Beth stared at him. “When I find her?” she said. “Where do I have to go?"
"Tell me her address, that's all,” he bargained. And she knew then that he could see plainly how badly she wanted Laura. She struggled to keep her face smooth, her passion under wraps. “Yes,” she said. It was a whole confession of love, that word. It said, Yes, I'll find her, I'll go to the ends of the earth, I'll do any favor for you if you'll tell me where to start, where to look.
He smiled. He had her. “She's in New York,” he said. Beth's mouth fell open. “New York!” She was dismayed. She had only been there once, when she was a little girl of ten. She didn't know the city at all. And the size of it! “But, good God, Mr. Landon, there are millions of people in New York!” she exclaimed.
'There's only one Laura. She's been there a while, she knows people."
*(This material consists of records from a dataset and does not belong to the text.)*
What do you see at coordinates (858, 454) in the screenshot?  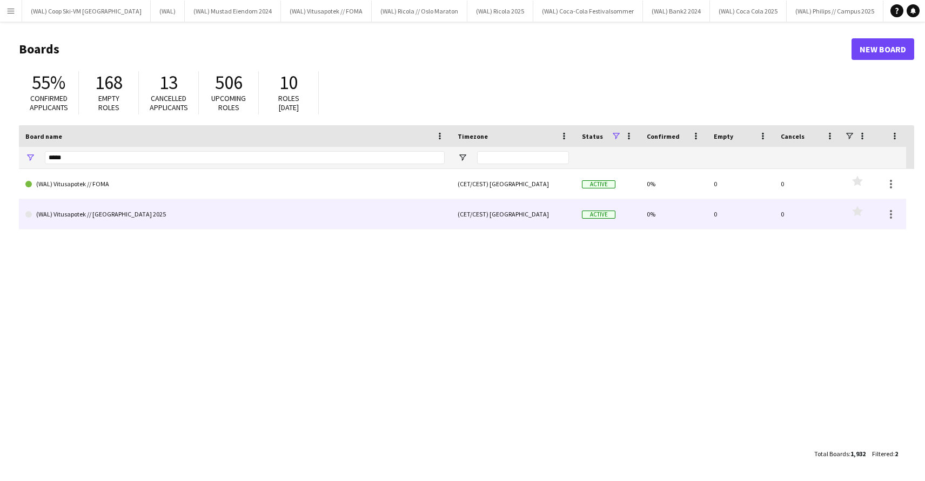 I see `span: 1,932` at bounding box center [858, 454].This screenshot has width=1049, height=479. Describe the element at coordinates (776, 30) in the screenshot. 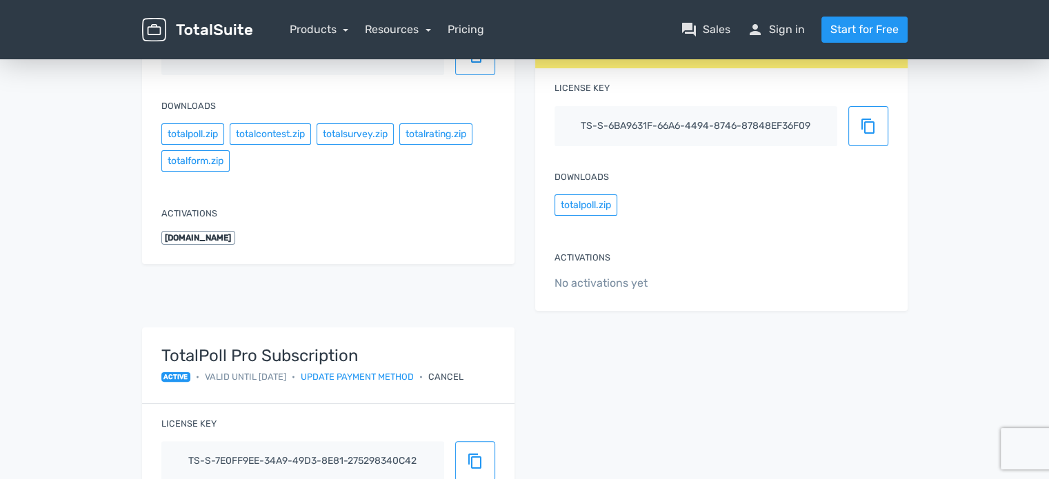

I see `a: personSign in` at that location.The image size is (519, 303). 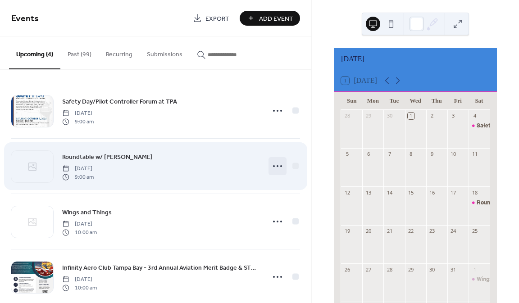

"What people?” Her discouragement showed now, too. She couldn't have hidden it from her extraordinary host.
"If I were you I'd start in the Village,” he said. “She lived down there a while."
"I don't know the Village,” she protested. “I don't know New York at all. I can't fly to New York just to scare up an old roommate of mine.” It was supposed to throw him off the track, demonstrate her normalcy. But Merrill Landon was too far ahead of her. He knew too much that she didn't know. He saw the strength and determination in her chin, the trembling of her sensual mouth, and he smiled once again.